Search code examples
reactjstypescriptreact-hooksdebouncing

Why is setting a React component in useState a bad practice?


Why is it bad practice to store a component as the state value?

const [Component, setComponent] = useState<JSX.Element>(<Empty />);

Say I want to conditionally render a component based off a number of different criteria (all mutually exclusive). But before actually rendering, I would like to add a debouncer (delayed rendering after x ms of inactivity). I wouldn't necessarily do this as a go-to, but it seems more intuitive and is less code to just assign the component as the state value (in this scenario). I could set up my state to hold a text value, reference that everywhere and set up a map variable to map the string to a component. But it seems unnecessary. I've read online that it's bad practice, and you should only put data in state, but everyone seems to convenient leave out the why it's a bad practice. Nothing in the docs seems to indicate this is bad practice either.

Here's an example that works, hopefully illustrating why setting components in state is convenient. Each of the Message components are memoized with React.memo so there's no chance of their props changing:

import React, { useState, useEffect } from 'react';
import useDebounce from '../../hooks/useDebounce';
import {
  TooShort,
  NoPrompt,
  LimitWarning,
  LimitReached,
  Empty,
} from './Messages';

interface Props {
  promptAreaTouched: boolean;
  promptText: string;
  debounceTimeout?: number;
}

const DEBOUNCE_TIMEOUT = 2000;
const SHORT_PROMPT_LENGTH = 5;
const APPROACHING_PROMPT_LENGTH = 40;
const MAX_PROMPT_LENGTH = 50;

const PromptLengthMessage = ({
  promptAreaTouched,
  promptText,
  debounceTimeout = DEBOUNCE_TIMEOUT,
}: Props) => {
  const [Component, setComponent] = useState<JSX.Element>(<Empty />);
  const DebouncedComponent = useDebounce(Component, debounceTimeout);

  const numWords = promptText.split(/\s+/).length;

  const isEmpty = promptAreaTouched && promptText.length === 0;
  const isTooShort = promptAreaTouched && numWords <= SHORT_PROMPT_LENGTH;
  const limitWarning =
    numWords >= APPROACHING_PROMPT_LENGTH && numWords < MAX_PROMPT_LENGTH;
  const limitReached = numWords >= MAX_PROMPT_LENGTH;

  useEffect(() => {
    switch (true) {
      case isEmpty:
        setComponent(<NoPrompt />);
        break;
      case isTooShort:
        setComponent(<TooShort />);
        break;
      case limitWarning:
        setComponent(<LimitWarning />);
        break;
      case limitReached:
        setComponent(<LimitReached />);
        break;
      default:
        setComponent(<Empty />);
    }
  }, [promptText]);

  return DebouncedComponent === Component ? DebouncedComponent : <Empty />;
};

export default PromptLengthMessage;

Solution

  • State is the word you are saying, not the shapes of your mouth as you say it.

    State is a book, not how it looks on the bookshelf.

    State is what is wrong with your message, not how that warning is presented.

    What you render is not state. Instead, what you render is informed by state.

    State is meaning. And that when that meaning changes, React reacts to that change by declaratively rendering different content.


    Setting rendered content into state is imperative code. It's you saying when I click this button I want to render this content.

    That may sound fine at first, but that's like doing this:

    button.onClick = () => document.getElementById('message').innerHtml = 'Too Short!'
    

    But what is better is:

    When I click this button, I want to change the state of my UI, and then the UI will render itself correctly. This is declarative code. It describes how the UI will be rendered in various states.

    That might look like this:

    <button onClick={() => setMessage('tooShort')} />
    {
      message === 'tooShort' && (
        <p>your message <code>{enteredText}</code> is too short</p>
      )
    }
    

    Now setting new state is trivial, and what is rendered is derived from that state.

    In React, declarative code is good, and imperative code is to be avoided.


    So when you do this you can't use that state for anything, except spitting back out somewhere.

    Below are a few things that are much harder to do if you put JSX in state.


    You can't use that state to inform multiple places of rendering. Say you have the message, but you also have many of these fields and you want to count the errors, and you want to exclude Empty from that count. You can't if it's JSX.


    Harder to test. Say you wanted to make this a custom hook and cover with a test. A good test that you can't do might be:

    expect(useMessageError('a').error).toBe('tooShort')
    

    Hook dependencies.

    useEffect(() => {}, [myComponentState]) // may re-render since <></> !== <></>
    useEffect(() => {}, [myStringState]) // stable because 'empty' === 'empty'
    

    I think you will find that if you try make anything that touches this code even a little bit more complex, this approach will start to fall apart. And when used a lot this code will devolve into a big mess.

    My advice is to embrace React's declarative paradigm. It's setup this way for a good reason. Let your state hold data and meaning, and let your rendering do what it does best, which is render based on that state.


**Exercise details**
Only the lines that include "points" should be copied from the data below.

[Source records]
==================================================

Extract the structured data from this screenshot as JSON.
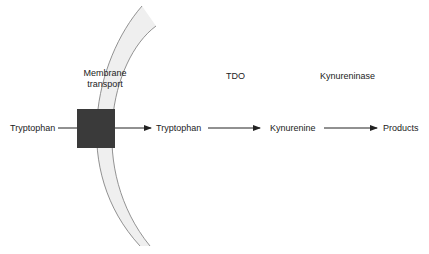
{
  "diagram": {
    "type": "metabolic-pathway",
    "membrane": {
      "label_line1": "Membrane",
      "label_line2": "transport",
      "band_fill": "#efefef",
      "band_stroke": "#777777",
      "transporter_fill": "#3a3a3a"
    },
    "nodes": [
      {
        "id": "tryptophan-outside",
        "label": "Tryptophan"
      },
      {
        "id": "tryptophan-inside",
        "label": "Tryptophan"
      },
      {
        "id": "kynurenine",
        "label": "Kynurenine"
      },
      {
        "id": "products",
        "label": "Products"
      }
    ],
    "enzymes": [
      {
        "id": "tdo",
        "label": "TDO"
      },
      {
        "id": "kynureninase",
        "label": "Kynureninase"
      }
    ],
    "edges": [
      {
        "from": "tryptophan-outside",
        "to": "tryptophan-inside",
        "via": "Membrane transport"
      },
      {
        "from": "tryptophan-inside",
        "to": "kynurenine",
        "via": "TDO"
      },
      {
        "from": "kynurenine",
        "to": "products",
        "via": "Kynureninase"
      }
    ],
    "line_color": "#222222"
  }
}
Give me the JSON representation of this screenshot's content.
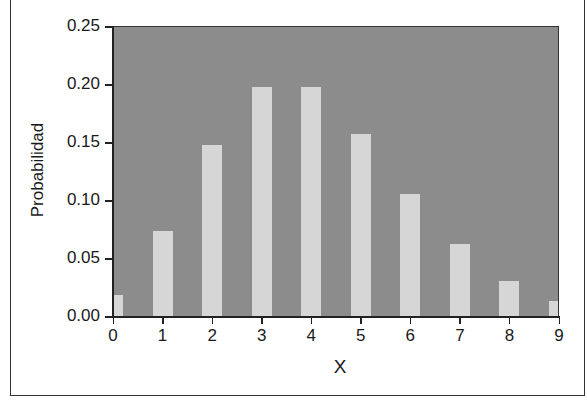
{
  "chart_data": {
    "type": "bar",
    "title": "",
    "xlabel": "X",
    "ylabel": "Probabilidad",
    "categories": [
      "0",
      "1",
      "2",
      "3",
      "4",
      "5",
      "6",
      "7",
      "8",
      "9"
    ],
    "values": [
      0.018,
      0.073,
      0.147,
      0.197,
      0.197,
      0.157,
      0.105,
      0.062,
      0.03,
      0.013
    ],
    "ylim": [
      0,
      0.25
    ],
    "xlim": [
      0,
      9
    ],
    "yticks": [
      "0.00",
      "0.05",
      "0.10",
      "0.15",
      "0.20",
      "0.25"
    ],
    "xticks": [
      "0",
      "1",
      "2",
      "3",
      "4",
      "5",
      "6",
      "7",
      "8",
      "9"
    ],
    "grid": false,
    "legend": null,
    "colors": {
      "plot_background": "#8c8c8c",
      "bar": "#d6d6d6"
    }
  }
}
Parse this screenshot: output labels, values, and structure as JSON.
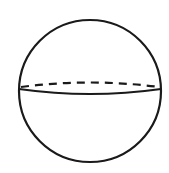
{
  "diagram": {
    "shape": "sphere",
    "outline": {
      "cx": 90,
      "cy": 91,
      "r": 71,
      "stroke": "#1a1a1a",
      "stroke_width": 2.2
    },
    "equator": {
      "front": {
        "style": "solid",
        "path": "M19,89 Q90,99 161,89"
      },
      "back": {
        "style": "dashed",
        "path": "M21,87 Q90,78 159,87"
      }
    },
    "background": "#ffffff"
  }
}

==================================================

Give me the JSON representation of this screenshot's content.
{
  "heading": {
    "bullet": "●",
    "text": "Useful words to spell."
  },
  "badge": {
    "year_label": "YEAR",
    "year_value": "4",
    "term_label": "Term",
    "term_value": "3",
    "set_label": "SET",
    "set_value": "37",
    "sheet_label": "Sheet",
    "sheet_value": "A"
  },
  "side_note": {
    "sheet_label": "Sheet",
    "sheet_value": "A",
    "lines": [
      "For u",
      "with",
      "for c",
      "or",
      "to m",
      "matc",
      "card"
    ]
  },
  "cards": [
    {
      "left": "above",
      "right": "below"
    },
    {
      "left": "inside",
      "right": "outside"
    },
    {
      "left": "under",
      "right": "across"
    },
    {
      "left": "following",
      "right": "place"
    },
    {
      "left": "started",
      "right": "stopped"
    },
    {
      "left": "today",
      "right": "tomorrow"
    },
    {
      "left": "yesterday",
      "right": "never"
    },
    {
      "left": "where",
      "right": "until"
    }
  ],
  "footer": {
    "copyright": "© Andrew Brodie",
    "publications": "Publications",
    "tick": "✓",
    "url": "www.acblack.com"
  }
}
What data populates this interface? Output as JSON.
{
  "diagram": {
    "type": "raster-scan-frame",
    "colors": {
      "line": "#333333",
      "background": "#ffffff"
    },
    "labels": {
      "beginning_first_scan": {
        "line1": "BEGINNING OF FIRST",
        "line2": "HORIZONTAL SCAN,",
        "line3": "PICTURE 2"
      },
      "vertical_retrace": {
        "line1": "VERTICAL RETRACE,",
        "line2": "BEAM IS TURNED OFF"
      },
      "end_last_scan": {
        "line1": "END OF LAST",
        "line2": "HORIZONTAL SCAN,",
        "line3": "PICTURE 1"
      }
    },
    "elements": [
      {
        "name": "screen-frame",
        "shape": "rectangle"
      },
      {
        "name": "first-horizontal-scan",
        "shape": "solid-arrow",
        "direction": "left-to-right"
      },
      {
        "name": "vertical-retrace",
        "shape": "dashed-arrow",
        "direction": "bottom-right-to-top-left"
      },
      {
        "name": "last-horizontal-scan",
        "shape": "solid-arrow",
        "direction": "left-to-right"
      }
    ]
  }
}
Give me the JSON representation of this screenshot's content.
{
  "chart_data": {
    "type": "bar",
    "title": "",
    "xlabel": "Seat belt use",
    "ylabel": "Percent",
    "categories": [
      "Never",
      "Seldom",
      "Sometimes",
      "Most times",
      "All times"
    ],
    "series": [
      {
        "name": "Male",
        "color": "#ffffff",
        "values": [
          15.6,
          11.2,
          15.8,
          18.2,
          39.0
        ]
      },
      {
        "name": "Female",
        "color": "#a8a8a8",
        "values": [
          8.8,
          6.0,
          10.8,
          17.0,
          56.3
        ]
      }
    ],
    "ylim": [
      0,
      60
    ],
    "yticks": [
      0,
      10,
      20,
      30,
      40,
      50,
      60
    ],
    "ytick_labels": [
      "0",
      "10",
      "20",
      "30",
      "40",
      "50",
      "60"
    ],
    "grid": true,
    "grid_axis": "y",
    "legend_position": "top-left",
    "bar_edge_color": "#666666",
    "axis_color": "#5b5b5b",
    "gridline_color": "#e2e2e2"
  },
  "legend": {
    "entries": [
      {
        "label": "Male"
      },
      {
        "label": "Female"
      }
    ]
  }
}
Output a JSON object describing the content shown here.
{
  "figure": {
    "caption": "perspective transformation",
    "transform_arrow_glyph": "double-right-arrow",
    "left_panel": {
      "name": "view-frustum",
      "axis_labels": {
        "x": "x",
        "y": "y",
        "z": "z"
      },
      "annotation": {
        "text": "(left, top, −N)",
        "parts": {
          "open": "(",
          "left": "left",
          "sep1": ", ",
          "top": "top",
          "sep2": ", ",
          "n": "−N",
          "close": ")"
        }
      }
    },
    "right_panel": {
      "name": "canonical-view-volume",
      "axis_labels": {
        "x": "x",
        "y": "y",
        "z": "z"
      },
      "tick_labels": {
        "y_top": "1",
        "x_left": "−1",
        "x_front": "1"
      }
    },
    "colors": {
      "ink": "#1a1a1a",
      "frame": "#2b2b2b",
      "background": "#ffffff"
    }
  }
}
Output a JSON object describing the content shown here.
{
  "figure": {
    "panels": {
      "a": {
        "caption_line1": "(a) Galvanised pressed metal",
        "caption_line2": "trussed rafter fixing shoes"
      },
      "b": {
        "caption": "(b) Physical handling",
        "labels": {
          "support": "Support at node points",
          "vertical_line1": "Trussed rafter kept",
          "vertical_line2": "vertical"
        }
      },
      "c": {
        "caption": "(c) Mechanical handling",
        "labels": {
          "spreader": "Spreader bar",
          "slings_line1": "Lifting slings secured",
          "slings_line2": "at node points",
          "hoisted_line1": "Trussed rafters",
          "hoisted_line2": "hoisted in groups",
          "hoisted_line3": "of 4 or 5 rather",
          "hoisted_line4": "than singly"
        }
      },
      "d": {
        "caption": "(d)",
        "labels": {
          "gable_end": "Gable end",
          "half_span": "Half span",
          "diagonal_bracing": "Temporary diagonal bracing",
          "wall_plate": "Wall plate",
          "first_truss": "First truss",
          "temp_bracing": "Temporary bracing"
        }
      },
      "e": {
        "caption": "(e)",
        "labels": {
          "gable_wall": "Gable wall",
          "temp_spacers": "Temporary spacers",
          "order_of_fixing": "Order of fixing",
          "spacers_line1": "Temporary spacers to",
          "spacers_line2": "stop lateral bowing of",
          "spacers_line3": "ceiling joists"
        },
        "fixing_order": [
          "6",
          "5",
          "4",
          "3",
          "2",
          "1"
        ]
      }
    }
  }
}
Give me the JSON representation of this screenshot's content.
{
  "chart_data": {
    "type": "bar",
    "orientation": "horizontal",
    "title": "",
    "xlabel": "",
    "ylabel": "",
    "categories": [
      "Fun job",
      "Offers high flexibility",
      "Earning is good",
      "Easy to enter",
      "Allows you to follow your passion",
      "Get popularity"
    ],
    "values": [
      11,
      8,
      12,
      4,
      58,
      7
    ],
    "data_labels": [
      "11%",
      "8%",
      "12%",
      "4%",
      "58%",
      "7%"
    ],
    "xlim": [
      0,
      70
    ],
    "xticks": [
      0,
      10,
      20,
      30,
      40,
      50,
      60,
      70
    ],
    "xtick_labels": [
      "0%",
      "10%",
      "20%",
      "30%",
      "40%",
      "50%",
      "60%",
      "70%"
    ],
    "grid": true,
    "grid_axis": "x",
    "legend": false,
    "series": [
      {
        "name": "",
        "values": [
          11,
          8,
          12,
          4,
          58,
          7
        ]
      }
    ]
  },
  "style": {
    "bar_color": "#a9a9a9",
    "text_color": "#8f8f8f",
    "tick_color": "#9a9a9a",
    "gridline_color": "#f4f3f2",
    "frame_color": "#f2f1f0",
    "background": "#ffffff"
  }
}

==================================================

**Completed exercise**
          "support": "Support at node points",
          "slings_line2": "at node points",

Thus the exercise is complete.